Opinion: Amazon’s Fulfillment Expansion – A Blessing or a Trap for DTC Brands?
Amazon’s decision to expand its Multichannel Fulfillment (MCF) service to Shopify, Walmart, and SHEIN orders is a game-changer for DTC brands. But the convenience comes at a cost: rising fees, loss of brand control, and growing dependence on Amazon’s infrastructure.
Amazon’s expansion of Multichannel Fulfillment (MCF) to Shopify, Walmart, and SHEIN is a short-term gift for DTC brands — it simplifies logistics, consolidates inventory, and gives small players big-brand delivery standards. But it also creates long-term risks: rising fees, loss of brand control, and dependence on Amazon’s network. Founders must decide whether logistics is part of their competitive moat — or a distraction best outsourced while they focus on growth.
For direct-to-consumer (DTC) brands, this is more than a logistics update — it’s a strategic inflection point.
Why This Matters
Most founders underestimate just how hard fulfillment really is. Managing stock, picking, packing, shipping, and customer expectations is a daily operational headache. If you’re small, you don’t have the scale to negotiate good carrier rates. If you’re growing, you often need multiple systems to serve different sales channels.
Amazon is now saying: “Don’t worry about it. Put all your inventory with us, and we’ll handle the rest — whether your order comes from Amazon, Shopify, Walmart, or elsewhere.”
For many brands, this feels like a gift. And in the short run, it absolutely is.
The Upside for Simple Product Brands
If you are running a single-product brand, selling through your own webshop and Amazon, the appeal is obvious:
- One inventory system instead of two
- Amazon-level shipping rates without scale
- Faster delivery and customer trust built in
- Less operational distraction so you can focus on growt
For these kinds of products — think supplements, home goods, simple electronics — outsourcing fulfillment is usually the smarter choice.
The Hidden Risks
But here’s the catch:
- Fee creep is inevitable. Amazon raises fulfillment fees almost every year. Once you are locked in, you will absorb those increases.
- Loss of brand control. Packaging, inserts, the “unboxing experience” — these are standardized. If your brand thrives on customer touchpoints, you’ll lose leverage.
- Dependence grows quietly. As more of your business flows through Amazon’s logistics network, switching later becomes costly and disruptive.
This is the classic AWS playbook: make it indispensable first, monetize harder later.
Lessons from MIFLORA
I know this firsthand. Years ago, I ran MIFLORA, a flower delivery company. Logistics was not just part of the business — it was the business. Flowers have a lifespan of 10 days at best. Production, packaging, shipping — every step had to be executed with surgical precision.
Amazon could never have handled that product. But the bigger lesson is this: fulfillment is never “just logistics.”Sometimes it’s your competitive advantage. Sometimes it’s a distraction. Knowing the difference is what makes or breaks a DTC business.
The Real Question for Every Brand
So here’s what every founder needs to ask right now:
👉 Is logistics my moat, or should I outsource it as fast as possible?
If logistics doesn’t differentiate you, outsource. Price your product so you can absorb Amazon’s fees and focus on building brand and sales.
If logistics is central to your customer experience — freshness, luxury, custom, fragile — then it is part of your brand’s DNA. In that case, you should own it, even if it’s painful.
My Take
Amazon’s MCF expansion is both an opportunity and a trap. For many brands, it will be the simplest way to scale beyond their own webshop. But the brands that win will be the ones who understand when to lean into Amazon — and when to keep control.
That’s a strategic choice, not an operational one. And it’s exactly the kind of conversation every DTC founder should be having right now.
About the Author
Remco Livain is a Fractional Executive in Marketing and Sales, working with direct-to-consumer brands across Europe. He helps founders and leadership teams scale their growth engines, balance operational trade-offs, and turn strategic inflection points into opportunities.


Give back exactly the lines from the "Image resolution: width=723" line to the final line of the records, and only those, minus any pictures.

──────── EXERCISE INPUTS

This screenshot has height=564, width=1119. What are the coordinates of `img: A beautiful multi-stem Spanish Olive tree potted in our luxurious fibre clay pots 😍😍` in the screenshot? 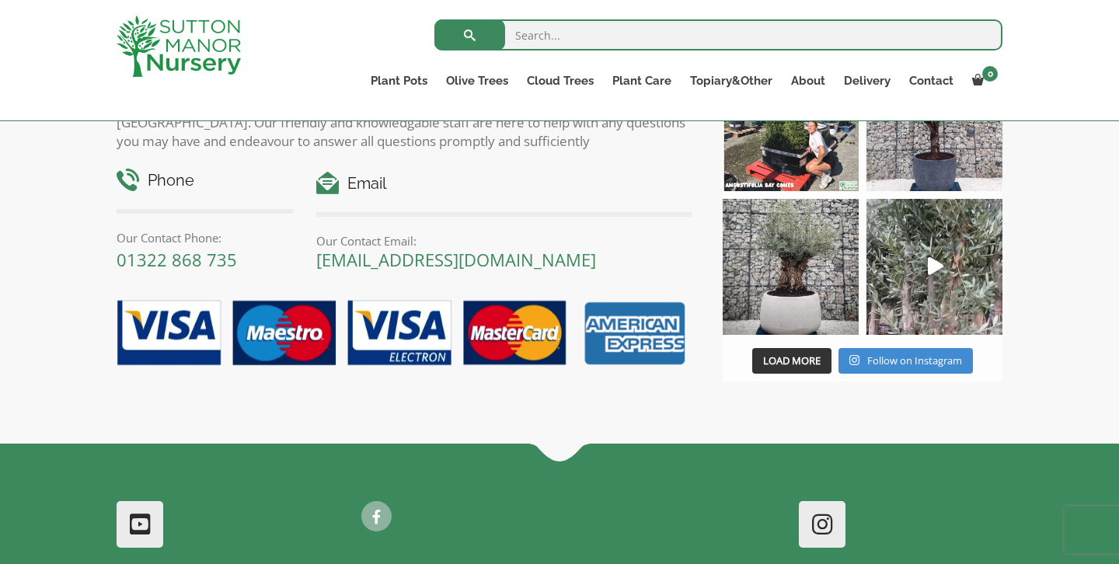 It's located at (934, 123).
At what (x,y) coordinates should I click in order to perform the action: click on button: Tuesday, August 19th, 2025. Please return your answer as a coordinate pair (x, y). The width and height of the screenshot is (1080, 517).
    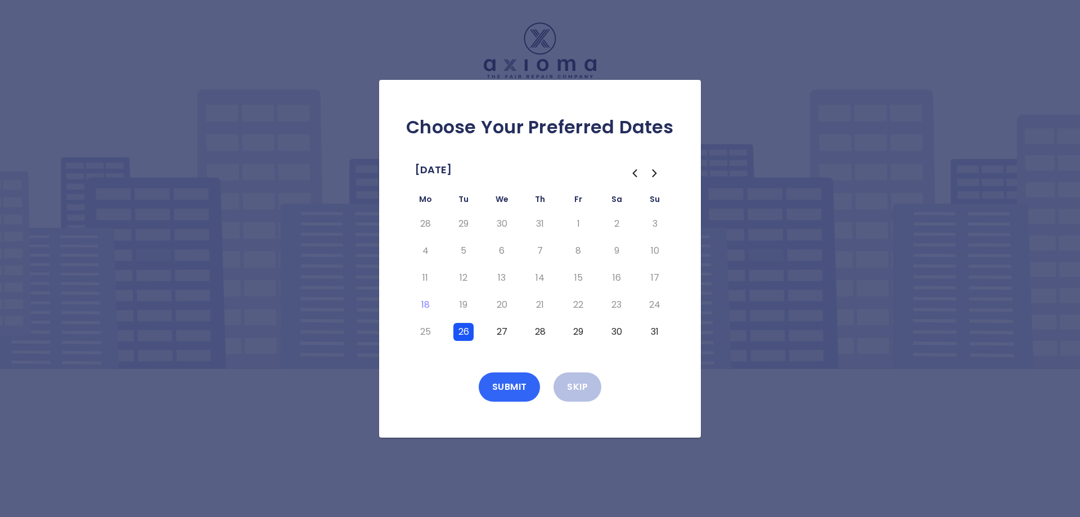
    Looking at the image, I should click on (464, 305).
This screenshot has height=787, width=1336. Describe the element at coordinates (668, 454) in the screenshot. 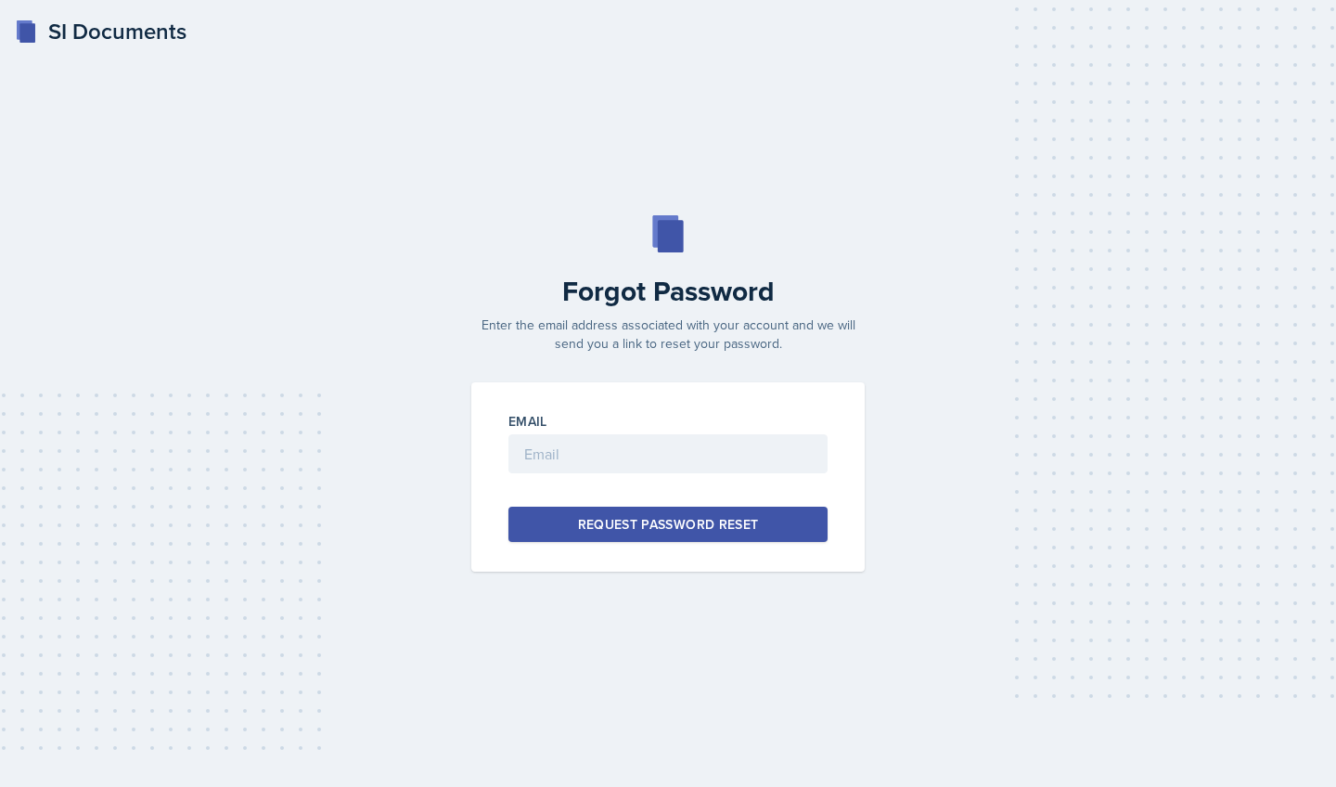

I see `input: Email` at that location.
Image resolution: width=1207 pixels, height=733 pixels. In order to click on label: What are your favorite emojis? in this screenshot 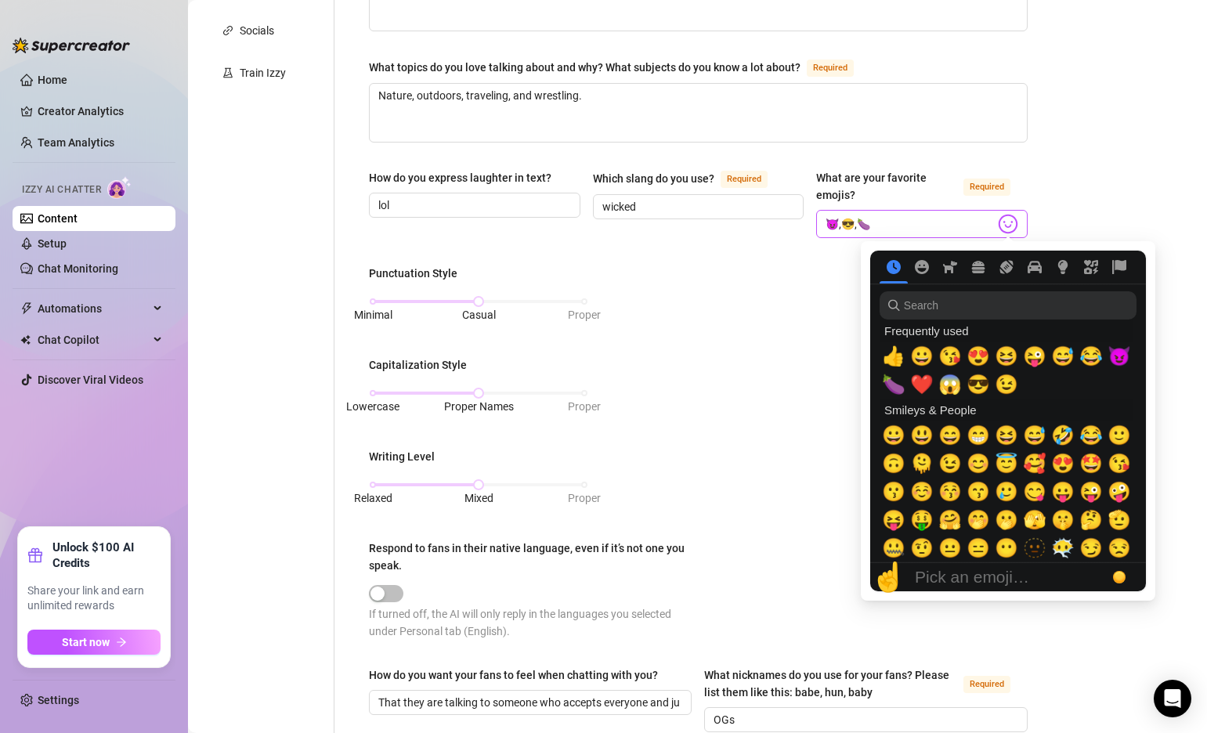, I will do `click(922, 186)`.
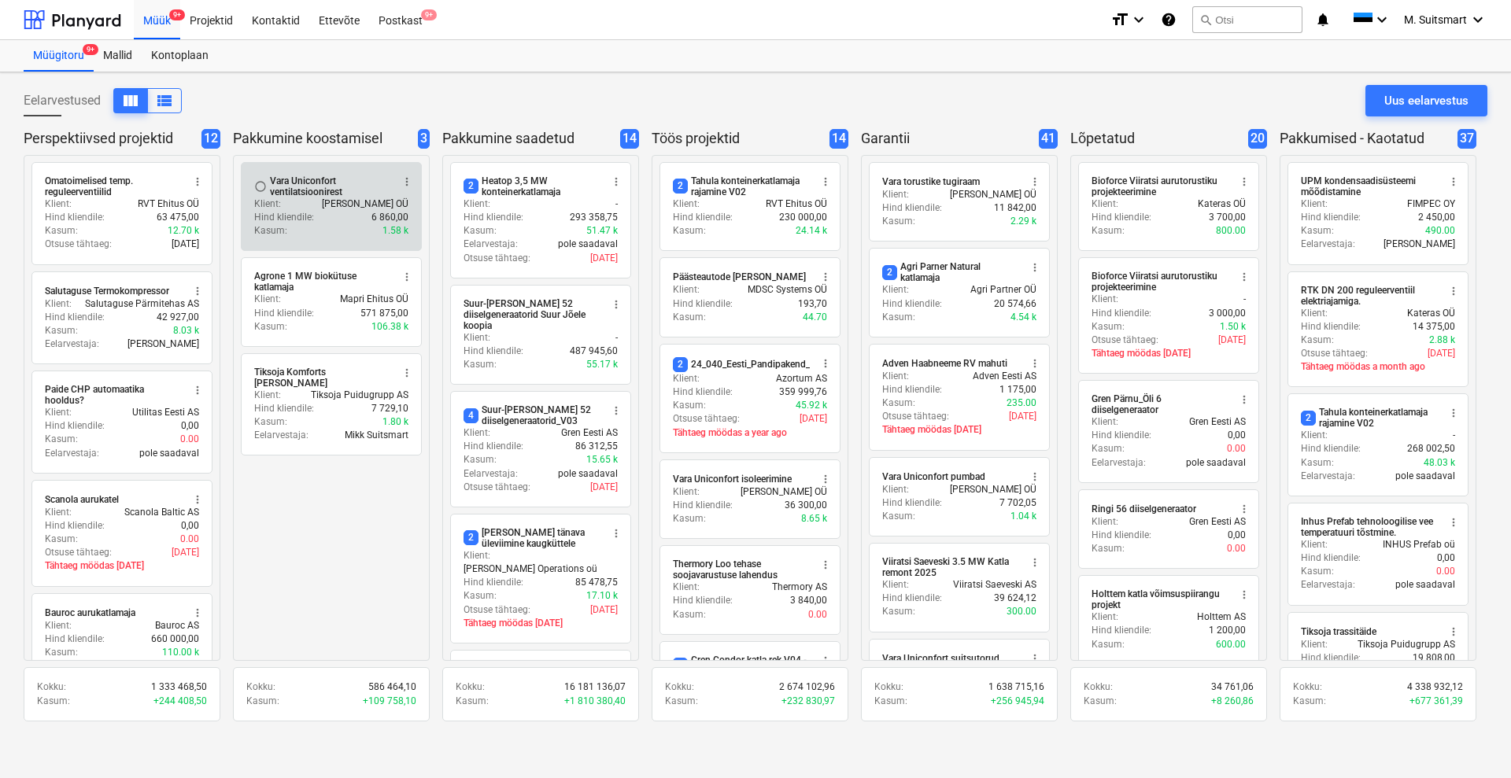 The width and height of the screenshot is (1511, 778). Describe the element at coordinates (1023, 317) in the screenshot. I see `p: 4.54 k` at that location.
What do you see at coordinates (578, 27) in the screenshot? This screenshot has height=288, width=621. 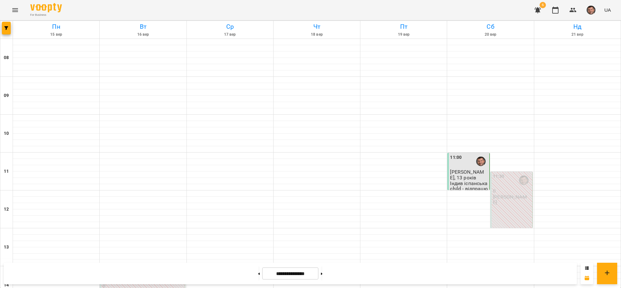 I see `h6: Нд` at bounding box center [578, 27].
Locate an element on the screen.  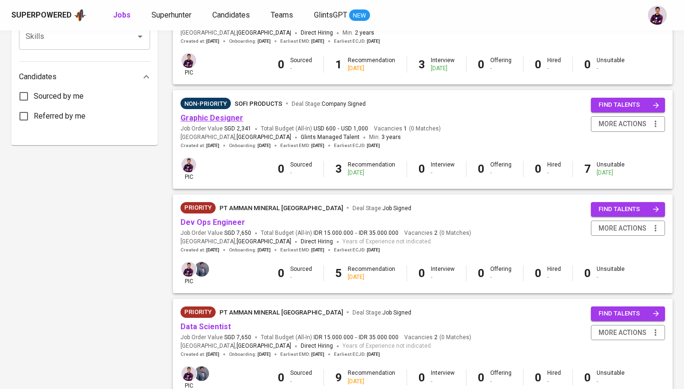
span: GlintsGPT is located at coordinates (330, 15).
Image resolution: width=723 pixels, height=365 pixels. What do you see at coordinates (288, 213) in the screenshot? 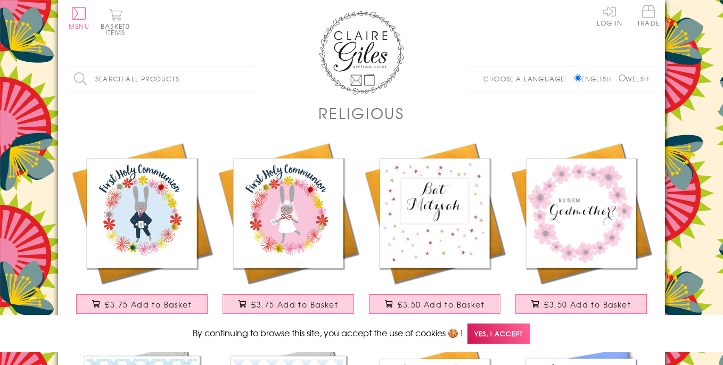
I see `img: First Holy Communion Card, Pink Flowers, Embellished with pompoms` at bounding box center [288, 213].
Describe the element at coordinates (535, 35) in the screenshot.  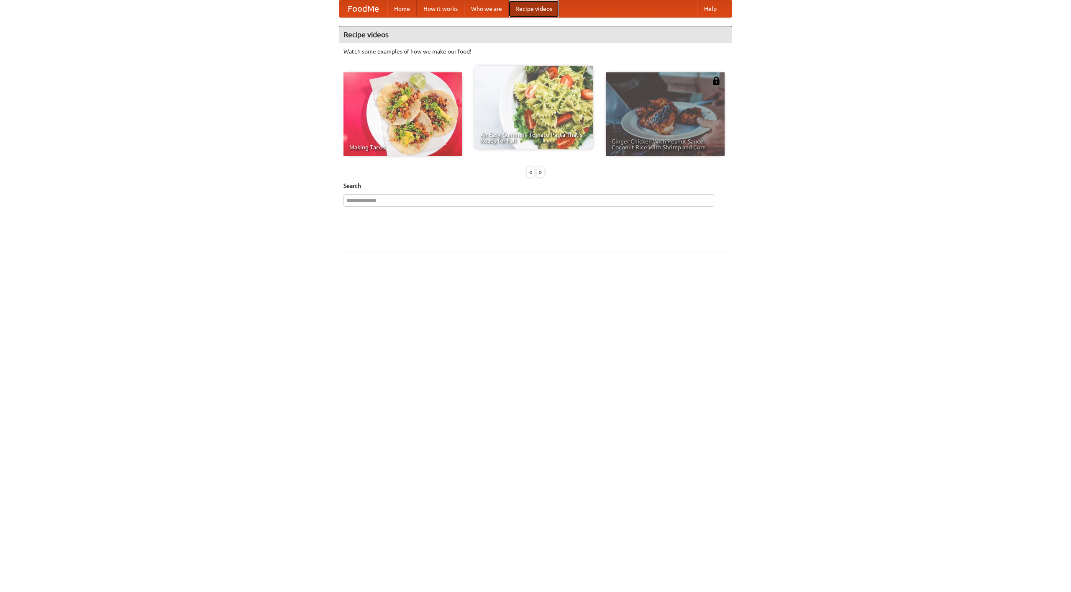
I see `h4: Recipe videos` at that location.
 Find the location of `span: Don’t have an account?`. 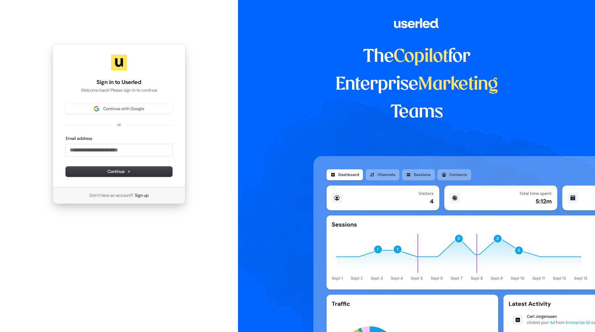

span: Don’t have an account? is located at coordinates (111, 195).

────────────────

[RESULT OF THIS TASK]
Image resolution: width=723 pixels, height=365 pixels. What do you see at coordinates (288, 213) in the screenshot? 
I see `img: First Holy Communion Card, Pink Flowers, Embellished with pompoms` at bounding box center [288, 213].
Describe the element at coordinates (535, 35) in the screenshot.  
I see `h4: Recipe videos` at that location.
 Find the location of `span: Don’t have an account?`. 

span: Don’t have an account? is located at coordinates (111, 195).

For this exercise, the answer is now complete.